Banking & finance

ICC issues positions on global economic crisis

  • 13 March 2009

The global economic crisis does not stem from a failure of the market economy system nor does it call into question the system’s successful record in creating wealth and significantly raising global living standards, ICC said in a position paper on the current emergency.

The statement, which was first issued in November and is updated regularly to reflect developments in the current crisis, said the immediate priority should be to boost demand and credit in order to resume economic growth. ICC added that it is particularly urgent “to boost trade finance on which international trade – forecast to fall this year for the first time since 1982 – so heavily depends.”

“ICC continues to urge official development banks and export credit guarantee agencies to sharply expand their trade finance facilities in these exceptional times,” the statement added.

ICC placed particular emphasis on the need to avoid economic nationalism at all costs.

“Governments must avoid the temptation to seek isolation from the global crisis through protectionist measures to restrict imports and foreign investment,” ICC said. “With the world as economically integrated as it has become over recent decades, any lurch into economic nationalism would dislocate commercial activity even further and risk turning the global crisis into a depression.”

ICC believes that the government stimulus packages being put into place should give priority to projects that will have a rapid impact on demand and jobs and that measures which “unavoidably distort competition and international trade should be kept to a minimum and should be clearly stated to be temporary.”

In addition, the current situation should not allow a “mood of regulatory enthusiasm” to spill into other economic sectors where light-regulation or self-regulation is working well.

ICC stated that any efforts “to put globalization into reverse” must be opposed and called on governments to “finally summon the will to complete the long-stalled Doha Round of multilateral trade negotiations.” It also said that the current crisis should not be an excuse to further delay effective action to combat climate change.

Analyzing the current crisis, ICC stressed that a market economy system can work well only within clearly established rules.
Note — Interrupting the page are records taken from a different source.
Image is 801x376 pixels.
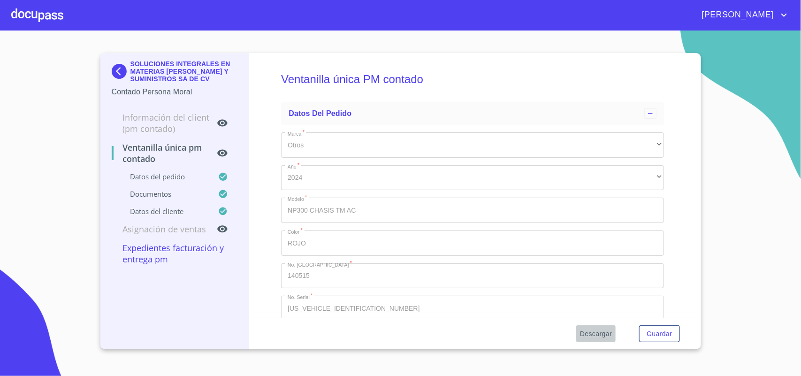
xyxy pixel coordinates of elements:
[281,102,664,125] div: Datos del pedido
[130,60,238,83] p: SOLUCIONES INTEGRALES EN MATERIAS [PERSON_NAME] Y SUMINISTROS SA DE CV
[112,86,238,98] p: Contado Persona Moral
[112,242,238,265] p: Expedientes Facturación y Entrega PM
[112,60,238,86] div: SOLUCIONES INTEGRALES EN MATERIAS [PERSON_NAME] Y SUMINISTROS SA DE CV
[112,112,217,134] p: Información del Client (PM contado)
[576,325,615,342] button: Descargar
[695,8,789,23] button: account of current user
[288,109,351,117] span: Datos del pedido
[112,206,219,216] p: Datos del cliente
[281,132,664,158] div: Otros
[639,325,679,342] button: Guardar
[112,189,219,198] p: Documentos
[112,172,219,181] p: Datos del pedido
[112,223,217,235] p: Asignación de Ventas
[695,8,778,23] span: [PERSON_NAME]
[112,142,217,164] p: Ventanilla única PM contado
[281,60,664,99] h5: Ventanilla única PM contado
[580,328,612,340] span: Descargar
[281,165,664,190] div: 2024
[112,64,130,79] img: Docupass spot blue
[646,328,672,340] span: Guardar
It said that the rules governing financial markets “were either inadequate, unsuitable, or simply not enforced.”

In ICC’s view, key actors including governments, central banks, credit rating agencies and bank regulators as well as consumers must share in the responsibility for the crisis.

“What has been astonishing,” ICC concluded, “is the speed at which the crisis has spread around the world and the severity of the impact on the real economy beyond the financial sector.”